NEWS FEATURE: `Faith-based’ schools touted for nation’s inner cities

c. 1997 Religion News Service PHILADELPHIA _ John DiIulio’s favorite teaching assignment isn’t at Princeton University, where he’s a professor of politics. It’s at a Gesu School, a Roman Catholic elementary school in the heart of a depressed inner-city neighborhood. Here at the Gesu, DiIulio teaches American government to eighth-graders, using the same textbook he […]

c. 1997 Religion News Service

PHILADELPHIA _ John DiIulio’s favorite teaching assignment isn’t at Princeton University, where he’s a professor of politics. It’s at a Gesu School, a Roman Catholic elementary school in the heart of a depressed inner-city neighborhood.

Here at the Gesu, DiIulio teaches American government to eighth-graders, using the same textbook he uses to teach Princeton freshmen.


“There are a lot better students here than at Princeton,” DiIulio joked Wednesday (Dec. 3) during a symposium at the school on the subject of”faith-based”education.

DiIulio has become a leading proponent of “faith-based” private education as the solution to the woes facing urban schools and his Princeton influence brought some of America’s best-known political movers and shakers to Gesu, including “virtues czar” William Bennett, “Primary Colors” author Joe Klein and Tim Russert from “Meet the Press,” who moderated a panel discussion on the subject.

The speakers praised Catholic education for its track record in urban areas, bemoaned the political opposition over school vouchers and criticized public school teachers unions.

Even as the panel engaged in a down-to-earth discussion about urban education, DiIulio was looking past the constitutional roadblocks of federal aid to religious institutions to ways to gain private backing for faith-based inner-city schools.

“There are issues of church and state, and then there are issues of religion and society,” DiIulio said. “There is no reason in the world why the corporate sector and philanthropic sector can’t immediately step up to the plate and support these schools.”

In the coming months DiIulio will launch an initiative to convince 500 American corporations to give $20,000 apiece to support private urban schools, creating a pool of $10 million to be divided among 10 exemplary faith-based schools.

The effort will be sponsored by The Manhattan Institute, a conservative think tank, where DiIulio is a fellow.


“There is something transforming in the life of a child where the approach is `God loves you and has something better in store for you, and we are here to deliver that,'”DiIulio said.

Bennett, former Secretary of Education sometimes mentioned as a Republican candidate for president, expressed frustration that successful schools like Gesu face financial challenges.

“Schools like this save lives,” said Bennett. “Why should schools like this have to struggle to survive?”

Gesu was scheduled to be closed in 1993, but its trustees raised $4 million to keep it open. The 415-member student body is 98 percent black, and just 18 percent Catholic. More than 65 percent of the students come from single-parent households.

Yet 95 percent of Gesu students graduate, and 59 percent go on to college. It costs the school $3,100 annually to educate a child, compared with $7,000 a year for the Philadelphia public schools. Annual tuition at Gesu is $1,500.

The Rev. Eugene Rivers of Boston’s Ten-Point Coalition, one of the panelists, recalled the importance of religious schools when he grew up on the streets of Philadelphia.


“It was only the faith-based community institutions that could provide sanctuary from the chaos, mayhem and decay,” Rivers said.”That’s where we, as children, were introduced to the fact that our lives were sacred because we were a child of God.

“These kids need a vision of hope,” he added. “Where there is no faith and hope, there is no reason for law and order.”

Klein said he had found Catholic schools provide two ingredients many urban children lack _ discipline and structure.

“In a faith-based school you can demand a certain standard of behavior of the kids, a certain way to dress and to pray,” said Klein. “When those demands come from a basis of love, they’re effective.”

Bennett was especially critical of teachers unions, accusing them of resisting new approaches that might threaten the financial security of their members.

“The problem with faith-based education is not the Constitution, it’s the political power of unions,” said Bennett.


Bennett called for allowing public funding of private school education through vouchers parents could use to pay for tuition. Critics say such arrangements violate First Amendment prohibitions on governmental support of religion, and would only drain good students from city public schools.

DiIulio said educators and politicians must recognize the pressing nature of the problem.

“There are a tremendous number of dedicated, hard-working public school teachers fighting the good fight, often with little support,” said DiIulio. “But at the end of the day, we have high schoolers in inner-city Philadelphia where basic literacy runs under 10 percent. There’s something fundamentally wrong when children are forced into a situation where kids cannot read after 12 years of public education.”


[What the task asks]: Repeat each entry below exactly, omitting any picture it holds.

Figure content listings
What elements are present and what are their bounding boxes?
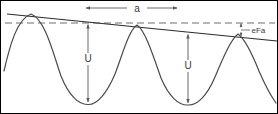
period-label: a <box>134 3 140 14</box>
periodic-potential-curve <box>4 14 276 105</box>
potential-diagram-figure: a U U eFa <box>0 0 278 114</box>
barrier-right-label: U <box>184 60 191 71</box>
field-drop-label: eFa <box>252 26 266 35</box>
potential-diagram-svg: a U U eFa <box>1 1 278 114</box>
barrier-left-label: U <box>84 53 91 64</box>
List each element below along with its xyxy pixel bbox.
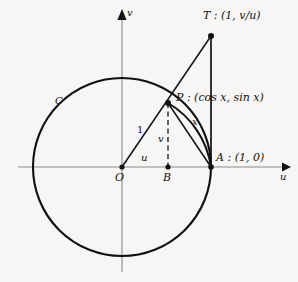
unit-circle-figure: T : (1, v/u) P : (cos x, sin x) A : (1, … xyxy=(0,0,298,282)
point-marker-B xyxy=(165,164,170,169)
arc-label-x: x xyxy=(192,117,198,127)
point-marker-P xyxy=(165,100,171,106)
segment-label-radius-one: 1 xyxy=(137,125,143,135)
v-axis-arrowhead xyxy=(117,9,126,20)
point-marker-A xyxy=(208,164,214,170)
v-axis-label: v xyxy=(127,8,133,18)
segment-label-u: u xyxy=(141,153,147,163)
point-marker-T xyxy=(208,33,214,39)
point-label-B: B xyxy=(163,172,171,183)
diagram-canvas xyxy=(0,0,298,282)
point-label-T: T : (1, v/u) xyxy=(203,10,261,21)
point-marker-O xyxy=(119,164,124,169)
point-label-P: P : (cos x, sin x) xyxy=(176,92,264,103)
point-label-A: A : (1, 0) xyxy=(216,152,264,163)
circle-label-C: C xyxy=(55,96,63,106)
point-label-O: O xyxy=(115,172,124,183)
segment-label-v: v xyxy=(158,134,164,144)
u-axis-label: u xyxy=(280,172,286,182)
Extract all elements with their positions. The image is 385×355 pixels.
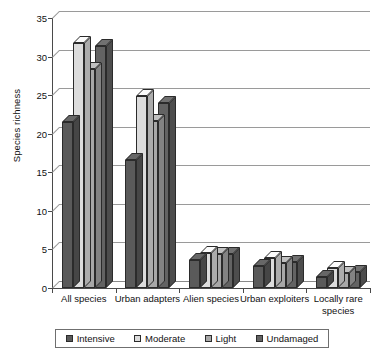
bar	[316, 277, 327, 288]
y-axis-tick-label: 5	[25, 244, 47, 255]
bar-front-face	[189, 260, 200, 288]
y-axis-tickmark	[48, 95, 52, 96]
legend-swatch-icon	[205, 335, 212, 342]
y-axis-tick-label: 15	[25, 167, 47, 178]
bar-side-face	[169, 96, 176, 288]
y-axis-tick-label: 20	[25, 128, 47, 139]
x-axis-category-label: Urban adapters	[113, 293, 183, 305]
chart-legend: IntensiveModerateLightUndamaged	[55, 329, 329, 348]
bar-side-face	[84, 36, 91, 288]
legend-item[interactable]: Moderate	[134, 333, 185, 344]
legend-swatch-icon	[134, 335, 141, 342]
y-axis-tick-label: 10	[25, 205, 47, 216]
plot-area: 05101520253035	[52, 18, 370, 288]
legend-swatch-icon	[256, 335, 263, 342]
y-axis-title: Species richness	[11, 66, 22, 186]
bar-side-face	[233, 247, 240, 288]
bar	[125, 160, 136, 288]
x-axis-category-label: Locally rare species	[303, 293, 373, 316]
bar-front-face	[253, 266, 264, 288]
bar-side-face	[147, 89, 154, 288]
y-axis-tickmark	[48, 211, 52, 212]
y-axis-tickmark	[48, 249, 52, 250]
x-axis-category-label: Urban exploiters	[240, 293, 310, 305]
y-axis-tickmark	[48, 18, 52, 19]
species-richness-bar-chart: Species richness 05101520253035 All spec…	[0, 0, 385, 355]
bar-front-face	[62, 122, 73, 288]
legend-item[interactable]: Undamaged	[256, 333, 319, 344]
x-axis-category-label: All species	[49, 293, 119, 305]
bar	[62, 122, 73, 288]
bar-front-face	[125, 160, 136, 288]
legend-item-label: Intensive	[77, 333, 115, 344]
x-axis-category-label: Alien species	[176, 293, 246, 305]
bar-side-face	[222, 247, 229, 288]
legend-item-label: Moderate	[145, 333, 185, 344]
bar-side-face	[158, 114, 165, 288]
bar	[253, 266, 264, 288]
legend-item[interactable]: Light	[205, 333, 237, 344]
bar-front-face	[316, 277, 327, 288]
legend-item-label: Light	[216, 333, 237, 344]
gridline	[59, 11, 370, 12]
bar-side-face	[136, 153, 143, 288]
bar-side-face	[106, 39, 113, 288]
y-axis-tickmark	[48, 172, 52, 173]
bar-side-face	[95, 62, 102, 288]
legend-item[interactable]: Intensive	[66, 333, 115, 344]
bar	[189, 260, 200, 288]
y-axis-tick-label: 0	[25, 283, 47, 294]
y-axis-tick-label: 25	[25, 90, 47, 101]
y-axis-tickmark	[48, 134, 52, 135]
legend-item-label: Undamaged	[267, 333, 319, 344]
legend-swatch-icon	[66, 335, 73, 342]
y-axis-tickmark	[48, 57, 52, 58]
bar-side-face	[73, 115, 80, 288]
y-axis-tick-label: 30	[25, 51, 47, 62]
y-axis-tick-label: 35	[25, 13, 47, 24]
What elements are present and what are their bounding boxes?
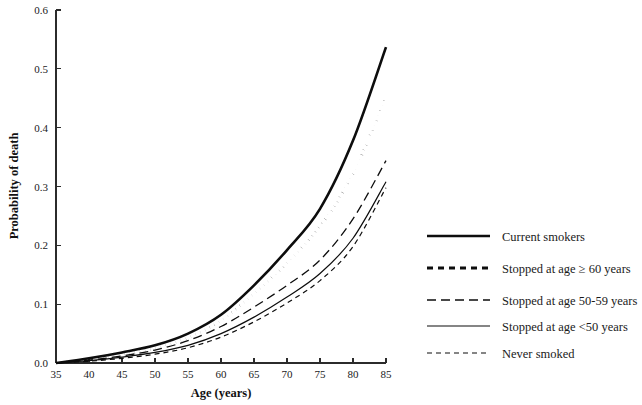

[Written response]:
What elements are present and what are their bounding boxes?
period-label: a <box>134 3 140 14</box>
periodic-potential-curve <box>4 14 276 105</box>
potential-diagram-figure: a U U eFa <box>0 0 278 114</box>
barrier-right-label: U <box>184 60 191 71</box>
field-drop-label: eFa <box>252 26 266 35</box>
potential-diagram-svg: a U U eFa <box>1 1 278 114</box>
barrier-left-label: U <box>84 53 91 64</box>
List each element below along with its xyxy pixel bbox.
unit-circle-figure: T : (1, v/u) P : (cos x, sin x) A : (1, … xyxy=(0,0,298,282)
point-marker-B xyxy=(165,164,170,169)
arc-label-x: x xyxy=(192,117,198,127)
point-marker-P xyxy=(165,100,171,106)
segment-label-radius-one: 1 xyxy=(137,125,143,135)
v-axis-arrowhead xyxy=(117,9,126,20)
point-marker-A xyxy=(208,164,214,170)
v-axis-label: v xyxy=(127,8,133,18)
segment-label-u: u xyxy=(141,153,147,163)
point-marker-T xyxy=(208,33,214,39)
point-label-B: B xyxy=(163,172,171,183)
diagram-canvas xyxy=(0,0,298,282)
point-label-T: T : (1, v/u) xyxy=(203,10,261,21)
point-marker-O xyxy=(119,164,124,169)
point-label-P: P : (cos x, sin x) xyxy=(176,92,264,103)
point-label-A: A : (1, 0) xyxy=(216,152,264,163)
circle-label-C: C xyxy=(55,96,63,106)
point-label-O: O xyxy=(115,172,124,183)
segment-label-v: v xyxy=(158,134,164,144)
u-axis-label: u xyxy=(280,172,286,182)
Extract all elements with their positions. The image is 385×355 pixels.
bar	[316, 277, 327, 288]
y-axis-tick-label: 5	[25, 244, 47, 255]
bar-front-face	[189, 260, 200, 288]
y-axis-tickmark	[48, 95, 52, 96]
legend-swatch-icon	[205, 335, 212, 342]
y-axis-tick-label: 15	[25, 167, 47, 178]
bar-side-face	[169, 96, 176, 288]
y-axis-tick-label: 20	[25, 128, 47, 139]
x-axis-category-label: Urban adapters	[113, 293, 183, 305]
chart-legend: IntensiveModerateLightUndamaged	[55, 329, 329, 348]
bar-side-face	[84, 36, 91, 288]
legend-item[interactable]: Moderate	[134, 333, 185, 344]
legend-swatch-icon	[134, 335, 141, 342]
y-axis-tick-label: 10	[25, 205, 47, 216]
plot-area: 05101520253035	[52, 18, 370, 288]
legend-swatch-icon	[256, 335, 263, 342]
y-axis-title: Species richness	[11, 66, 22, 186]
bar-side-face	[233, 247, 240, 288]
bar	[125, 160, 136, 288]
x-axis-category-label: Locally rare species	[303, 293, 373, 316]
bar-front-face	[253, 266, 264, 288]
bar-side-face	[147, 89, 154, 288]
y-axis-tickmark	[48, 211, 52, 212]
y-axis-tickmark	[48, 249, 52, 250]
x-axis-category-label: Urban exploiters	[240, 293, 310, 305]
y-axis-tickmark	[48, 18, 52, 19]
species-richness-bar-chart: Species richness 05101520253035 All spec…	[0, 0, 385, 355]
bar-front-face	[62, 122, 73, 288]
legend-item[interactable]: Undamaged	[256, 333, 319, 344]
x-axis-category-label: All species	[49, 293, 119, 305]
bar	[62, 122, 73, 288]
bar-front-face	[125, 160, 136, 288]
legend-item-label: Intensive	[77, 333, 115, 344]
x-axis-category-label: Alien species	[176, 293, 246, 305]
bar-side-face	[222, 247, 229, 288]
legend-item-label: Moderate	[145, 333, 185, 344]
bar-side-face	[158, 114, 165, 288]
bar	[253, 266, 264, 288]
legend-item[interactable]: Light	[205, 333, 237, 344]
bar-front-face	[316, 277, 327, 288]
legend-item-label: Light	[216, 333, 237, 344]
gridline	[59, 11, 370, 12]
bar-side-face	[136, 153, 143, 288]
bar-side-face	[106, 39, 113, 288]
y-axis-tickmark	[48, 172, 52, 173]
bar-side-face	[95, 62, 102, 288]
legend-item[interactable]: Intensive	[66, 333, 115, 344]
bar	[189, 260, 200, 288]
y-axis-tick-label: 0	[25, 283, 47, 294]
y-axis-tick-label: 25	[25, 90, 47, 101]
y-axis-tickmark	[48, 134, 52, 135]
legend-item-label: Undamaged	[267, 333, 319, 344]
legend-swatch-icon	[66, 335, 73, 342]
y-axis-tickmark	[48, 57, 52, 58]
bar-side-face	[73, 115, 80, 288]
y-axis-tick-label: 30	[25, 51, 47, 62]
y-axis-tick-label: 35	[25, 13, 47, 24]
What elements are present and what are their bounding boxes?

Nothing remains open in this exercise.